CGI Influencers: Why They Became Successful And Why They Won’t Last
CGI. What is it? How do we use it? Why is it relevant in influencer marketing? Computer Generated Imagery has been around for decades. We all remember the Atari game Pong, or the mobile-friendly Snake which came preloaded on every early-aughts Nokia cell phone. Nowadays, CGI takes form in highly produced video like Avatar or Black Panther and has even extended its reach to social media.
The popularity of CGI influencers is hard to miss. From Lil’ Miquela to the new-and-improved Colonel Sanders on KFC’s account (a genius move on Wieden + Kennedy’s part), they’re nearly ubiquitous.
The rise of CGI influencers comes from shock factor. We’re sixteen years into the business of influencers: Myspace and Wordpress launched in 2003. People became attached to influencers based on their personalities and their senses of style - it was fully original and every standout influencer was unique.
The days of original style of bloggers is long gone: Bryan Boy, Man Repeller, Fashion Toast, Karla’s Kloset, Sea of Shoes all had exceedingly unique points of view and carved out their own version of success due to their eye-catching style. Most started as bloggers, and as our digital attention spans decreased along with content length, so did their focus. From WordPress to Instagram to Twitter to Snapchat - content length was shortened and there’s no doubt we’ve been attracted to shorter-form digestible content in order to consume more.
Now that ‘influencer’ is a legitimate job description, you’ll find young, ambitious internet stars on every corner of SoHo shooting near-identical imagery to each other. Filters are ubiquitous, captions are short, personality is lacking. Authentic audiences are coming harder and harder to find because there’s not much unique or eye-catching about this new type of content.
Enter the CGI influencer. They’re unique, offer shock value, provide a sense of camaraderie for outsiders looking in.
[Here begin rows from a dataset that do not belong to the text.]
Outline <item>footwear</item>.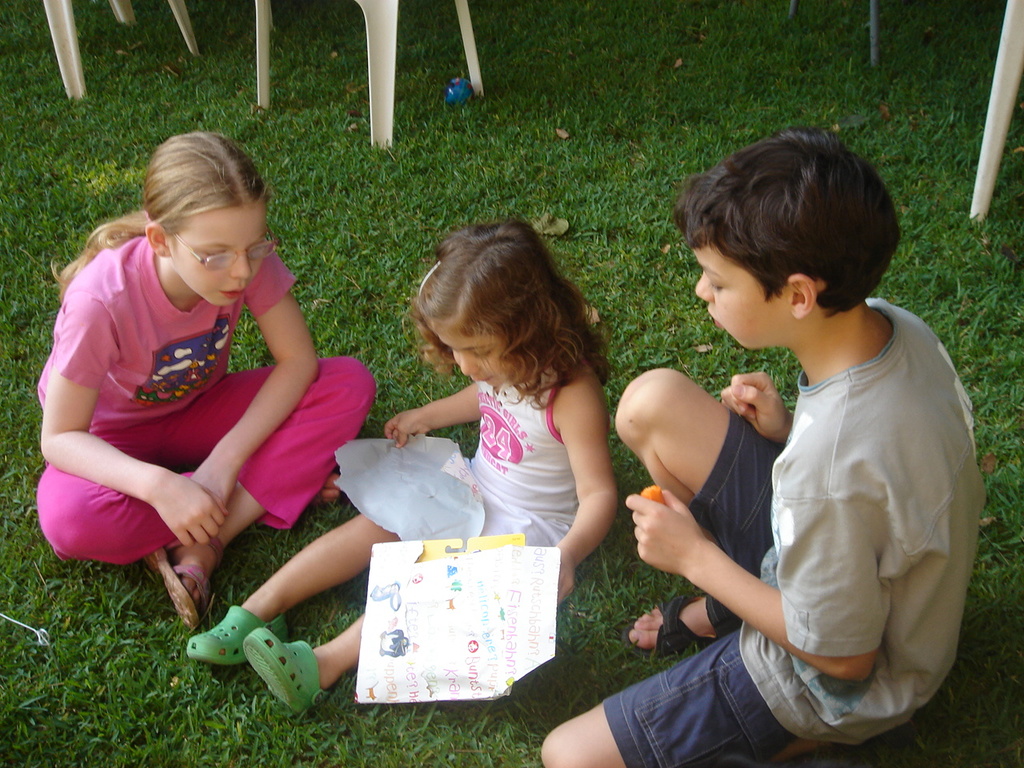
Outline: {"x1": 613, "y1": 590, "x2": 753, "y2": 666}.
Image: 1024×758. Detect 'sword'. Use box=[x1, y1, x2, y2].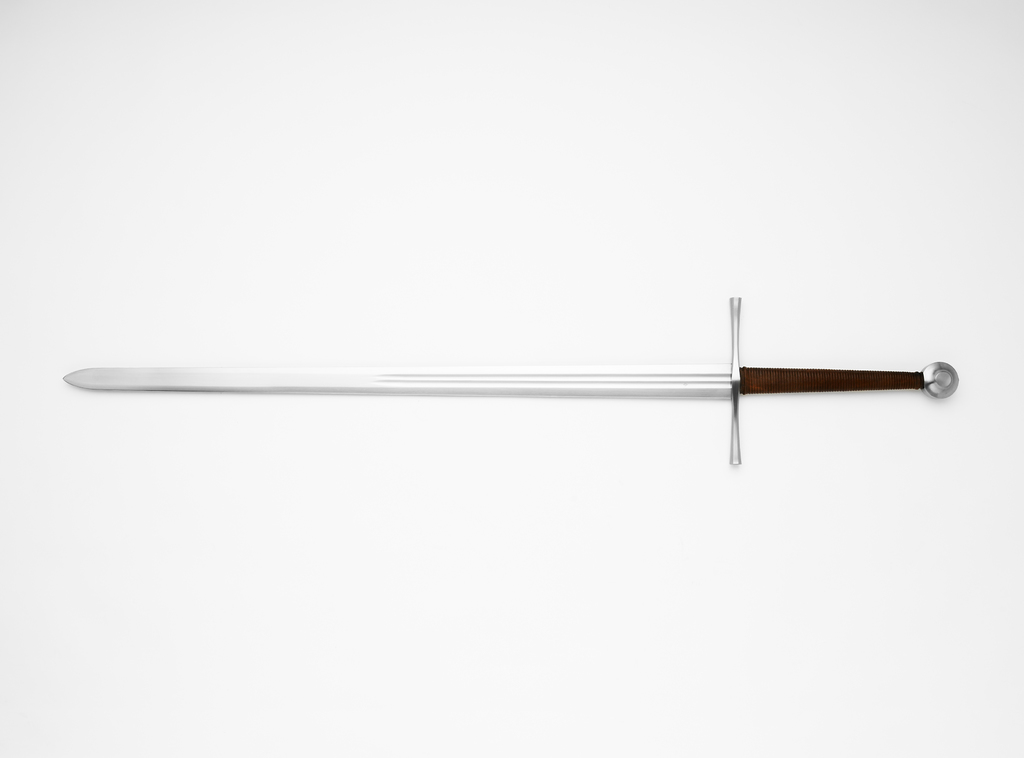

Companies like Brud, the one who produces Lil’ Miquela, have started developing entire rosters of animated influencers to drive shock value and awareness (a great PR move, frankly).
Just as with anything that shocks, the CGI influencer will remain an intriguing fad and will end there. The draw of real influencers will remain for personality, for something unique, for a fresh perspective. The standout new influencers who offer that (Officially Quigley, Jera Bean, Orion Vanessa) will win in the long run for offering something that CGI can’t: a human perspective, a connection with readers, and a compelling reason to seek them out, again and again, like a digital best friend with great advice.